▶ How to complete this task: Print this span of the material below exactly: the line with "Locate an element", the line with "What do you see at coordinates (1265, 4)", and every line between them, but nothing else.

▶ Provided information:
·····

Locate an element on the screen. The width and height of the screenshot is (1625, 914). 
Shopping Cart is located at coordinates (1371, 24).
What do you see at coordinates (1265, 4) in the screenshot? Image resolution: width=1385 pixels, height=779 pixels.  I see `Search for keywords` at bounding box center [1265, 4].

·····

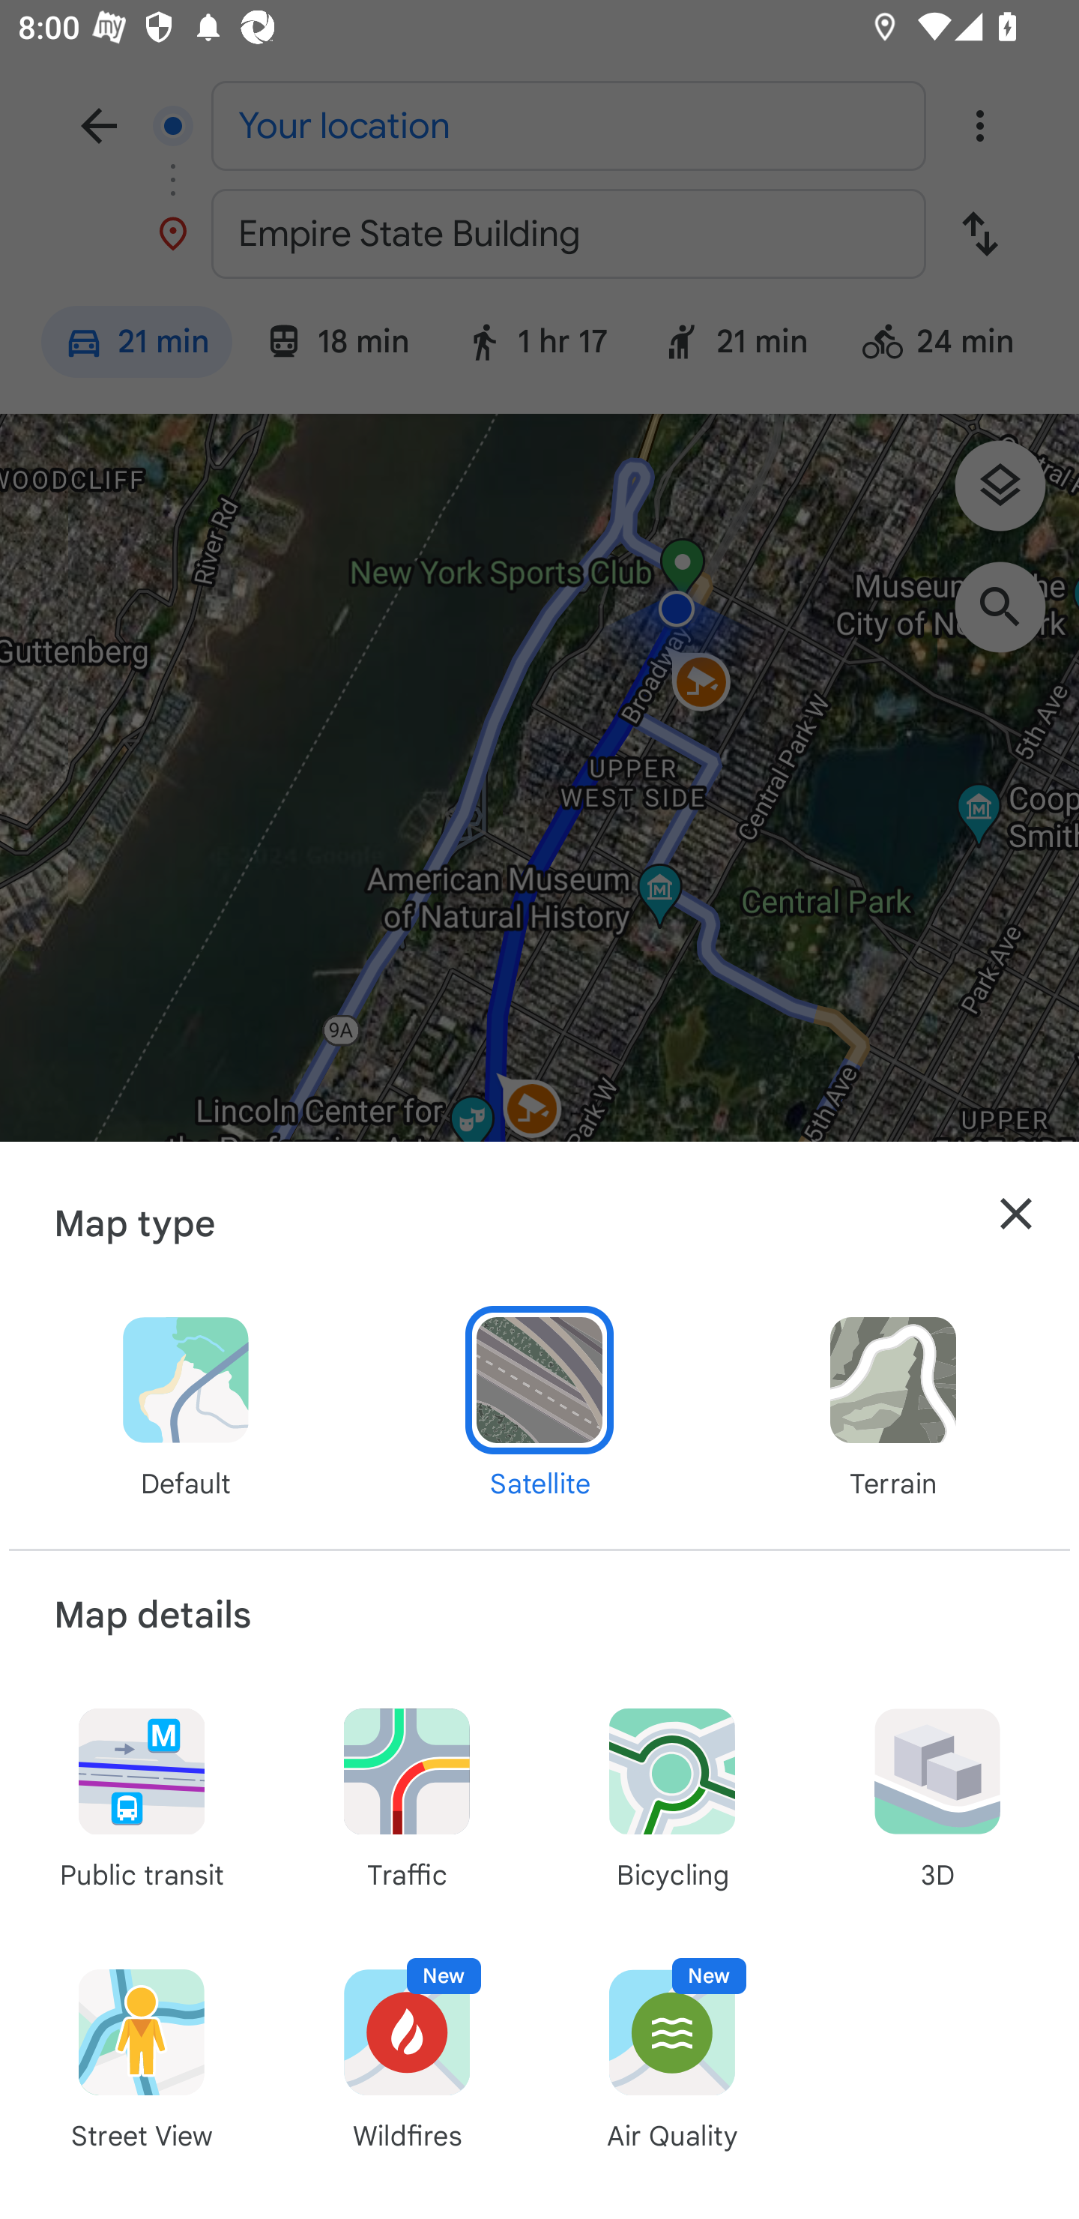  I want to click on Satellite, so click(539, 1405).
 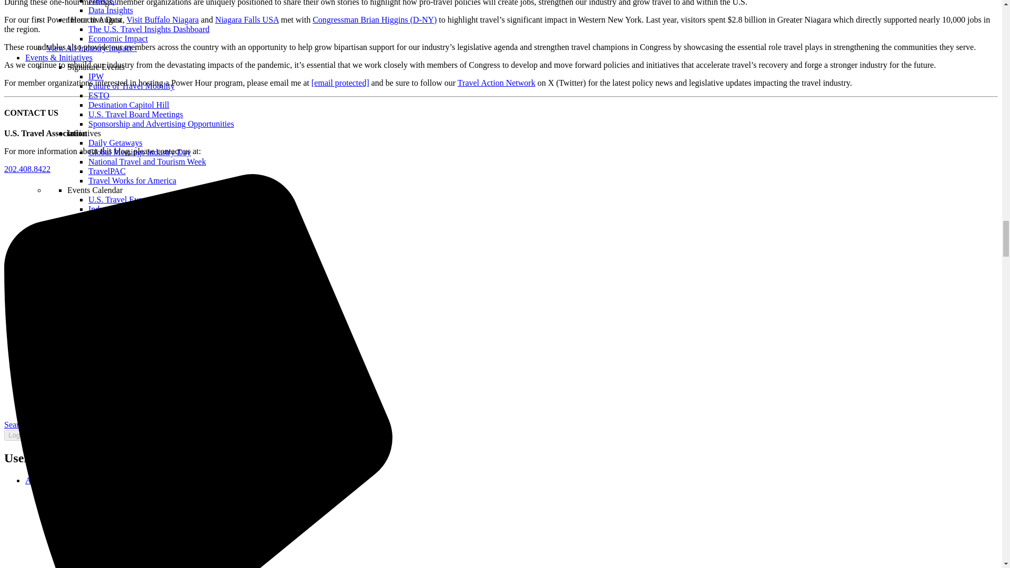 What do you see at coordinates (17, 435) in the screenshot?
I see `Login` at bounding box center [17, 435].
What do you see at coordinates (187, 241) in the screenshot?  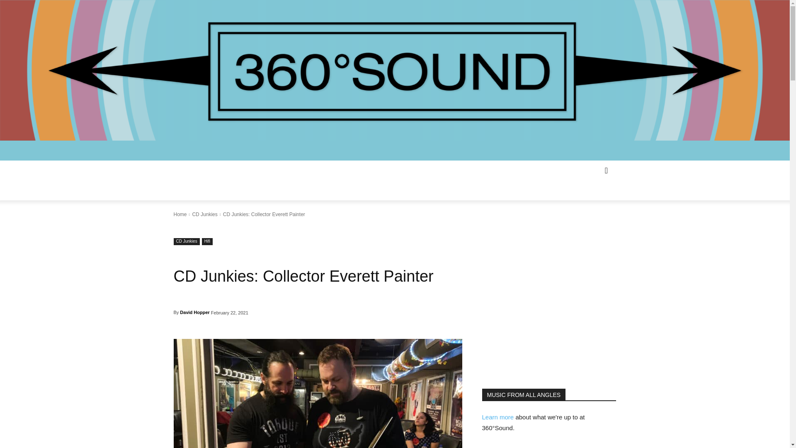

·····

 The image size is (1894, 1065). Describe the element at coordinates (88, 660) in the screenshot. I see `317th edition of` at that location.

·····

▶ Task answer:
Locate an element on the screen. The width and height of the screenshot is (1625, 914). 
Shopping Cart is located at coordinates (1371, 24).
What do you see at coordinates (1265, 4) in the screenshot? Image resolution: width=1385 pixels, height=779 pixels.  I see `Search for keywords` at bounding box center [1265, 4].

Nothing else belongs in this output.